Researchers in the Netherlands hope to begin human studies of a novel treatment approach designed to silence HIV genes to prevent the virus from reproducing, according to a Society for General Microbiology (SGM) press release highlighting a talk given by Ben Berkhout, PhD, of the University of Amsterdam at the society’s spring 2010 meeting concluding today in Edinburgh.
Researchers studying human disease have been excited about gene-silencing therapy—technically known as RNA interference (RNAi)—since it was first discovered in the early 1990s. Initial studies involved using fragments of RNA, a mirror image of DNA, to suppress a key enzyme responsible for giving petunias their vibrant color.
RNAi typically involves small strands of RNA that can bind to genes, like strips of Velcro, and shut down the gene’s activity in plants, animals and humans. With HIV, RNAi has the potential to shut down the genes the virus uses to reproduce once inside cells.

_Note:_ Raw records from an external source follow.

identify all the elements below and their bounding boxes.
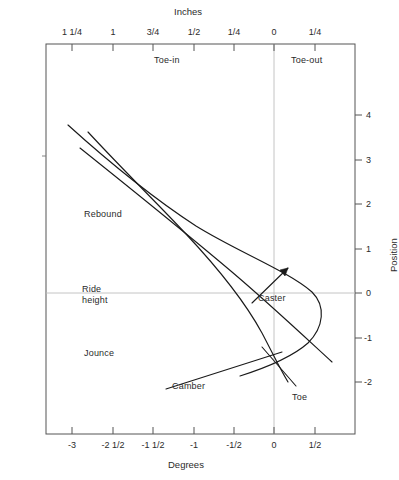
bottom-tick-label-neg1-2: -1/2 bbox=[226, 440, 242, 450]
top-tick-label-1-1-4: 1 1/4 bbox=[62, 27, 82, 37]
bottom-tick-label-neg3: -3 bbox=[68, 440, 76, 450]
top-tick-label-1-4: 1/4 bbox=[228, 27, 241, 37]
curve-label-toe: Toe bbox=[292, 392, 307, 402]
bottom-tick-label-neg1: -1 bbox=[190, 440, 198, 450]
region-label-toe-in: Toe-in bbox=[154, 55, 180, 65]
top-tick-label-3-4: 3/4 bbox=[147, 27, 160, 37]
top-axis-title: Inches bbox=[174, 6, 202, 17]
right-tick-label-neg2: -2 bbox=[364, 377, 372, 387]
bottom-tick-label-0: 0 bbox=[271, 440, 276, 450]
right-tick-label-neg1: -1 bbox=[364, 333, 372, 343]
bottom-tick-label-neg2-1-2: -2 1/2 bbox=[101, 440, 124, 450]
right-tick-label-0: 0 bbox=[366, 288, 371, 298]
zone-label-ride: Ride bbox=[82, 284, 101, 294]
curve-camber bbox=[88, 132, 288, 382]
right-tick-label-3: 3 bbox=[366, 155, 371, 165]
curve-toe bbox=[80, 148, 332, 362]
top-tick-label-0: 0 bbox=[271, 27, 276, 37]
curve-label-camber: Camber bbox=[172, 381, 205, 391]
curve-caster bbox=[68, 125, 321, 376]
zone-label-height: height bbox=[82, 295, 108, 305]
top-tick-label-1: 1 bbox=[110, 27, 115, 37]
curve-label-caster: Caster bbox=[258, 293, 286, 303]
plot-frame bbox=[46, 44, 355, 434]
bottom-axis-title: Degrees bbox=[168, 459, 204, 470]
right-axis-title: Position bbox=[388, 238, 399, 272]
right-tick-label-2: 2 bbox=[366, 199, 371, 209]
right-tick-label-1: 1 bbox=[366, 244, 371, 254]
top-tick-label-1-2: 1/2 bbox=[188, 27, 201, 37]
right-tick-label-4: 4 bbox=[366, 110, 371, 120]
bottom-tick-label-neg1-1-2: -1 1/2 bbox=[141, 440, 164, 450]
gridlines bbox=[46, 44, 355, 434]
zone-label-rebound: Rebound bbox=[84, 209, 122, 219]
top-axis-ticks bbox=[72, 44, 315, 51]
region-label-toe-out: Toe-out bbox=[291, 55, 322, 65]
right-axis-ticks bbox=[355, 115, 362, 382]
bottom-tick-label-1-2: 1/2 bbox=[309, 440, 322, 450]
bottom-axis-ticks bbox=[72, 427, 315, 434]
top-tick-label-1-4-right: 1/4 bbox=[309, 27, 322, 37]
zone-label-jounce: Jounce bbox=[84, 348, 114, 358]
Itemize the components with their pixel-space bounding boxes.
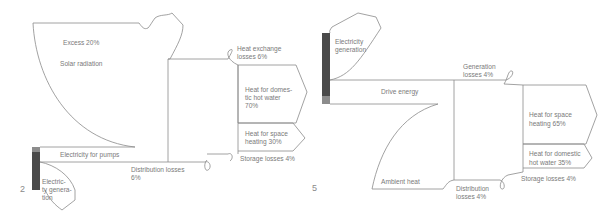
electricity-generation-label-2: generation	[335, 46, 366, 54]
space-heating-label-2: heating 30%	[245, 138, 282, 146]
hot-water-label-3: 70%	[245, 102, 258, 109]
distribution-losses-label-2: losses 4%	[456, 193, 486, 200]
hot-water-label-1: Heat for domes-	[245, 86, 292, 93]
diagram-5: 5 Electricity generation Drive energy Am…	[312, 13, 597, 200]
generation-losses-label-2: losses 4%	[463, 71, 493, 78]
electricity-generation-label-2: ty genera-	[42, 186, 72, 194]
diagram-number-5: 5	[312, 183, 317, 193]
electricity-generation-label-3: tion	[42, 194, 53, 201]
solar-radiation-label: Solar radiation	[60, 60, 103, 67]
storage-losses-label: Storage losses 4%	[240, 155, 295, 163]
electricity-generation-label-1: Electricity	[335, 38, 364, 46]
space-heating-arrow	[238, 123, 305, 151]
ambient-heat-label: Ambient heat	[381, 178, 420, 185]
hot-water-label-1: Heat for domestic	[529, 150, 581, 157]
generation-losses-label-1: Generation	[463, 63, 496, 70]
diagram-number: 2	[20, 184, 25, 194]
distribution-losses-value: 6%	[131, 174, 141, 181]
heat-exchange-losses-label-2: losses 6%	[237, 53, 267, 60]
electricity-for-pumps-label: Electricity for pumps	[60, 151, 120, 159]
electricity-bar-5	[322, 33, 330, 96]
hot-water-label-2: hot water 35%	[529, 159, 571, 166]
sankey-diagrams: 2 Excess 20% Solar radiation Electricity…	[0, 0, 614, 222]
electricity-bar	[32, 152, 40, 190]
hot-water-label-2: tic hot water	[245, 94, 281, 101]
distribution-losses-label: Distribution losses	[131, 166, 185, 173]
storage-losses-label: Storage losses 4%	[521, 175, 576, 183]
drive-energy-label: Drive energy	[381, 88, 419, 96]
space-heating-label-1: Heat for space	[529, 111, 572, 119]
diagram-2: 2 Excess 20% Solar radiation Electricity…	[20, 13, 307, 210]
space-heating-label-2: heating 65%	[529, 120, 566, 128]
solar-radiation-flow	[33, 13, 183, 147]
bar-light-segment	[32, 147, 40, 152]
excess-label: Excess 20%	[63, 39, 99, 46]
electricity-generation-label-1: Electric-	[42, 178, 66, 185]
heat-exchange-losses-label-1: Heat exchange	[237, 45, 282, 53]
bar-light-segment-5	[322, 96, 330, 104]
space-heating-label-1: Heat for space	[245, 130, 288, 138]
distribution-losses-label-1: Distribution	[456, 185, 489, 192]
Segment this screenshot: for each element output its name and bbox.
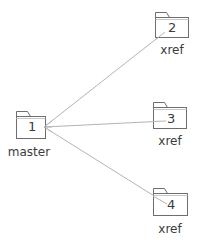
- edge-1-3: [44, 121, 166, 127]
- node-number: 2: [168, 21, 176, 35]
- node-label-xref: xref: [140, 134, 200, 148]
- node-number: 1: [28, 120, 36, 134]
- node-label-xref: xref: [142, 43, 202, 57]
- diagram-canvas: 1 2 3 4 master xref xref xref: [0, 0, 203, 249]
- node-number: 3: [167, 112, 175, 126]
- node-label-xref: xref: [140, 222, 200, 236]
- node-label-master: master: [0, 145, 59, 159]
- node-number: 4: [167, 198, 175, 212]
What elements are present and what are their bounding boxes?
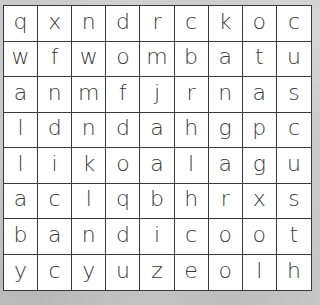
grid-cell-r7-c9[interactable]: t (277, 219, 311, 255)
grid-cell-r5-c4[interactable]: o (106, 148, 140, 184)
grid-cell-r3-c5[interactable]: j (140, 77, 174, 113)
grid-cell-r2-c8[interactable]: t (243, 42, 277, 78)
grid-cell-r4-c7[interactable]: g (209, 113, 243, 149)
grid-cell-r7-c4[interactable]: d (106, 219, 140, 255)
grid-cell-r7-c1[interactable]: b (4, 219, 38, 255)
grid-cell-r5-c9[interactable]: u (277, 148, 311, 184)
grid-cell-r4-c8[interactable]: p (243, 113, 277, 149)
grid-cell-r7-c2[interactable]: a (38, 219, 72, 255)
grid-cell-r1-c3[interactable]: n (72, 6, 106, 42)
grid-cell-r8-c3[interactable]: y (72, 255, 106, 291)
grid-cell-r3-c4[interactable]: f (106, 77, 140, 113)
grid-cell-r5-c8[interactable]: g (243, 148, 277, 184)
grid-cell-r3-c7[interactable]: n (209, 77, 243, 113)
grid-cell-r5-c1[interactable]: l (4, 148, 38, 184)
grid-cell-r6-c7[interactable]: r (209, 184, 243, 220)
grid-cell-r6-c2[interactable]: c (38, 184, 72, 220)
grid-cell-r4-c2[interactable]: d (38, 113, 72, 149)
grid-cell-r8-c7[interactable]: o (209, 255, 243, 291)
grid-cell-r3-c8[interactable]: a (243, 77, 277, 113)
grid-cell-r4-c3[interactable]: n (72, 113, 106, 149)
grid-cell-r1-c4[interactable]: d (106, 6, 140, 42)
grid-cell-r6-c3[interactable]: l (72, 184, 106, 220)
grid-cell-r2-c5[interactable]: m (140, 42, 174, 78)
grid-cell-r8-c4[interactable]: u (106, 255, 140, 291)
grid-cell-r3-c6[interactable]: r (175, 77, 209, 113)
grid-cell-r8-c8[interactable]: l (243, 255, 277, 291)
grid-cell-r8-c6[interactable]: e (175, 255, 209, 291)
grid-cell-r1-c8[interactable]: o (243, 6, 277, 42)
grid-cell-r6-c4[interactable]: q (106, 184, 140, 220)
grid-cell-r7-c6[interactable]: c (175, 219, 209, 255)
grid-cell-r3-c1[interactable]: a (4, 77, 38, 113)
grid-cell-r2-c3[interactable]: w (72, 42, 106, 78)
grid-cell-r4-c4[interactable]: d (106, 113, 140, 149)
grid-cell-r1-c7[interactable]: k (209, 6, 243, 42)
grid-cell-r3-c3[interactable]: m (72, 77, 106, 113)
grid-cell-r6-c6[interactable]: h (175, 184, 209, 220)
grid-cell-r5-c3[interactable]: k (72, 148, 106, 184)
grid-cell-r2-c7[interactable]: a (209, 42, 243, 78)
grid-cell-r8-c2[interactable]: c (38, 255, 72, 291)
grid-cell-r3-c9[interactable]: s (277, 77, 311, 113)
grid-cell-r3-c2[interactable]: n (38, 77, 72, 113)
grid-cell-r1-c5[interactable]: r (140, 6, 174, 42)
word-search-grid: qxndrckocwfwombatuanmfjrnasldndahgpcliko… (3, 5, 312, 291)
grid-cell-r5-c7[interactable]: a (209, 148, 243, 184)
grid-cell-r1-c9[interactable]: c (277, 6, 311, 42)
grid-cell-r7-c7[interactable]: o (209, 219, 243, 255)
grid-cell-r1-c2[interactable]: x (38, 6, 72, 42)
grid-cell-r5-c5[interactable]: a (140, 148, 174, 184)
grid-cell-r6-c9[interactable]: s (277, 184, 311, 220)
grid-cell-r6-c5[interactable]: b (140, 184, 174, 220)
grid-cell-r8-c5[interactable]: z (140, 255, 174, 291)
grid-cell-r6-c8[interactable]: x (243, 184, 277, 220)
grid-cell-r5-c2[interactable]: i (38, 148, 72, 184)
grid-cell-r2-c6[interactable]: b (175, 42, 209, 78)
grid-cell-r1-c1[interactable]: q (4, 6, 38, 42)
grid-cell-r2-c1[interactable]: w (4, 42, 38, 78)
grid-cell-r8-c1[interactable]: y (4, 255, 38, 291)
grid-cell-r2-c2[interactable]: f (38, 42, 72, 78)
grid-cell-r4-c6[interactable]: h (175, 113, 209, 149)
grid-cell-r6-c1[interactable]: a (4, 184, 38, 220)
grid-cell-r1-c6[interactable]: c (175, 6, 209, 42)
grid-cell-r4-c1[interactable]: l (4, 113, 38, 149)
grid-cell-r8-c9[interactable]: h (277, 255, 311, 291)
grid-cell-r4-c5[interactable]: a (140, 113, 174, 149)
grid-cell-r5-c6[interactable]: l (175, 148, 209, 184)
grid-cell-r7-c5[interactable]: i (140, 219, 174, 255)
grid-cell-r2-c9[interactable]: u (277, 42, 311, 78)
grid-cell-r2-c4[interactable]: o (106, 42, 140, 78)
grid-cell-r7-c3[interactable]: n (72, 219, 106, 255)
grid-cell-r7-c8[interactable]: o (243, 219, 277, 255)
grid-cell-r4-c9[interactable]: c (277, 113, 311, 149)
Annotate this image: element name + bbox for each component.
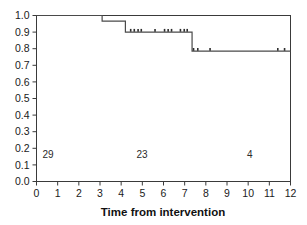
at-risk-annotations-group: 29234 [42,149,253,160]
y-axis-tick-label: 0.0 [15,175,30,187]
x-axis-tick-label: 9 [224,187,230,199]
x-axis-title: Time from intervention [101,206,225,218]
y-axis-tick-label: 0.6 [15,76,30,88]
x-axis-tick-label: 8 [203,187,209,199]
x-axis-tick-label: 10 [242,187,254,199]
survival-curve-group [37,16,291,52]
at-risk-count-label: 4 [247,149,253,160]
x-axis-tick-label: 12 [285,187,297,199]
x-axis-tick-label: 4 [118,187,124,199]
x-axis-tick-label: 7 [182,187,188,199]
y-axis-tick-label: 0.7 [15,59,30,71]
x-axis-tick-label: 11 [264,187,275,199]
x-axis-tick-label: 0 [34,187,40,199]
x-axis-ticks [37,182,291,186]
y-axis-tick-label: 0.1 [15,159,30,171]
y-axis-tick-label: 0.8 [15,42,30,54]
x-axis-tick-labels: 0123456789101112 [34,187,297,199]
x-axis-tick-label: 6 [161,187,167,199]
y-axis-tick-label: 0.9 [15,26,30,38]
kaplan-meier-plot: 0.00.10.20.30.40.50.60.70.80.91.0 012345… [0,0,307,225]
x-axis-tick-label: 3 [97,187,103,199]
at-risk-count-label: 23 [136,149,148,160]
y-axis-tick-label: 0.3 [15,125,30,137]
y-axis-tick-label: 0.5 [15,92,30,104]
y-axis-tick-label: 1.0 [15,9,30,21]
survival-chart-figure: 0.00.10.20.30.40.50.60.70.80.91.0 012345… [0,0,307,225]
survival-step-line [37,16,291,52]
y-axis-tick-label: 0.2 [15,142,30,154]
y-axis-tick-labels: 0.00.10.20.30.40.50.60.70.80.91.0 [15,9,30,187]
y-axis-ticks [33,16,37,182]
x-axis-tick-label: 2 [76,187,82,199]
at-risk-count-label: 29 [42,149,54,160]
y-axis-tick-label: 0.4 [15,109,30,121]
x-axis-tick-label: 5 [139,187,145,199]
x-axis-tick-label: 1 [55,187,61,199]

Berkhout and his colleagues have been experimenting with RNAi specific to HIV for much of the last decade. Previous studies conducted by Berkhout’s team suggest that it is possible to make and deliver RNAi-producing genes to immune cells capable of shutting down HIV replication.
In his recent Edinburgh talk, Berkhout said that his group has discovered 21 short strands of RNA that silence parts of the virus that don’t mutate easily. This is critical, because the targets of all the existing antiretroviral (ARV) drugs can mutate into drug-resistant forms over the time, thus rendering the drugs ineffective.
Berkhout’s group now plans to extract human stem cells and then infuse them with genes that will go on to produce the most effective RNAi strands upon being transplanted back into the body.
“This therapy would offer an alternative for HIV-infected patients that can no longer be treated with regular antivirals,” he suggests.
It is the transplant process that may pose the greatest risk to patients. For genetically modified stem cells to be effective, they must produce HIV-fighting immune system cells that can flourish throughout the body. But first, all the older stem cells and their progeny must be killed off. This requires a process called conditioning, which involves notably high-dose chemotherapy and/or radiation.
Until safer conditioning methods are developed, stem cell procedures—even if quite successful—may only be available to limited groups of people. As Bekhout states, this might include people for whom available ARVs clearly no longer work.
Bekhout hopes his lab will be ready to move from animal studies to human studies within the next three years. “So far, very promising results have been obtained in the laboratory, and we are now testing the safety and efficacy in a pre-clinical mouse model.”